Problem requirements: Exactly as they stand, write out all of the entries again.

Record extracts:

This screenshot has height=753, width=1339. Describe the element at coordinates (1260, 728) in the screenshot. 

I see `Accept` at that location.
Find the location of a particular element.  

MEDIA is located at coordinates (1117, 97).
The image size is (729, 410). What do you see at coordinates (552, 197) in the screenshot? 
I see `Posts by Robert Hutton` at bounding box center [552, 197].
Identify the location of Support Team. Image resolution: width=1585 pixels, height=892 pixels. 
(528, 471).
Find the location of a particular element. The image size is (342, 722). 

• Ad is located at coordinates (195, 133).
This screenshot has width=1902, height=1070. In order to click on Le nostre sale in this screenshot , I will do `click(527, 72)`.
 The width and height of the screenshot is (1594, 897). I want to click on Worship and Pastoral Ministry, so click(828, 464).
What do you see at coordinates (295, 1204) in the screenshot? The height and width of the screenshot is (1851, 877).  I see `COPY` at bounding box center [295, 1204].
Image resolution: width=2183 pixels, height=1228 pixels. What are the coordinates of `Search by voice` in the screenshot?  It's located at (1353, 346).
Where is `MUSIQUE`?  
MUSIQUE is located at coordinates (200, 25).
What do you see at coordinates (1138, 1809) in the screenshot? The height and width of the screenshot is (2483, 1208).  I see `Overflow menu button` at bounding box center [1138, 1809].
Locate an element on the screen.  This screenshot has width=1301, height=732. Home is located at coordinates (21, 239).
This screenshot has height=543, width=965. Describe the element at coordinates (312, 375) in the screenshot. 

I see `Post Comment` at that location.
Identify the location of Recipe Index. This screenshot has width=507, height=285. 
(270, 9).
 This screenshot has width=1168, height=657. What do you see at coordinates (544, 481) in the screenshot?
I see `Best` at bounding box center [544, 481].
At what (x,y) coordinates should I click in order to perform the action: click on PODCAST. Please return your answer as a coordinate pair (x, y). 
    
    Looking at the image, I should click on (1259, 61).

Exercise response:
This screenshot has height=753, width=1339. Describe the element at coordinates (1260, 728) in the screenshot. 

I see `Accept` at that location.
Find the location of a particular element.  

MEDIA is located at coordinates (1117, 97).
The image size is (729, 410). What do you see at coordinates (552, 197) in the screenshot? 
I see `Posts by Robert Hutton` at bounding box center [552, 197].
Identify the location of Support Team. Image resolution: width=1585 pixels, height=892 pixels. 
(528, 471).
Find the location of a particular element. The image size is (342, 722). 

• Ad is located at coordinates (195, 133).
This screenshot has width=1902, height=1070. In order to click on Le nostre sale in this screenshot , I will do `click(527, 72)`.
 The width and height of the screenshot is (1594, 897). I want to click on Worship and Pastoral Ministry, so click(828, 464).
What do you see at coordinates (295, 1204) in the screenshot? The height and width of the screenshot is (1851, 877).  I see `COPY` at bounding box center [295, 1204].
Image resolution: width=2183 pixels, height=1228 pixels. What are the coordinates of `Search by voice` in the screenshot?  It's located at (1353, 346).
Where is `MUSIQUE`?  
MUSIQUE is located at coordinates (200, 25).
What do you see at coordinates (1138, 1809) in the screenshot? The height and width of the screenshot is (2483, 1208).  I see `Overflow menu button` at bounding box center [1138, 1809].
Locate an element on the screen.  This screenshot has width=1301, height=732. Home is located at coordinates (21, 239).
This screenshot has height=543, width=965. Describe the element at coordinates (312, 375) in the screenshot. 

I see `Post Comment` at that location.
Identify the location of Recipe Index. This screenshot has width=507, height=285. 
(270, 9).
 This screenshot has width=1168, height=657. What do you see at coordinates (544, 481) in the screenshot?
I see `Best` at bounding box center [544, 481].
At what (x,y) coordinates should I click in order to perform the action: click on PODCAST. Please return your answer as a coordinate pair (x, y). 
    
    Looking at the image, I should click on (1259, 61).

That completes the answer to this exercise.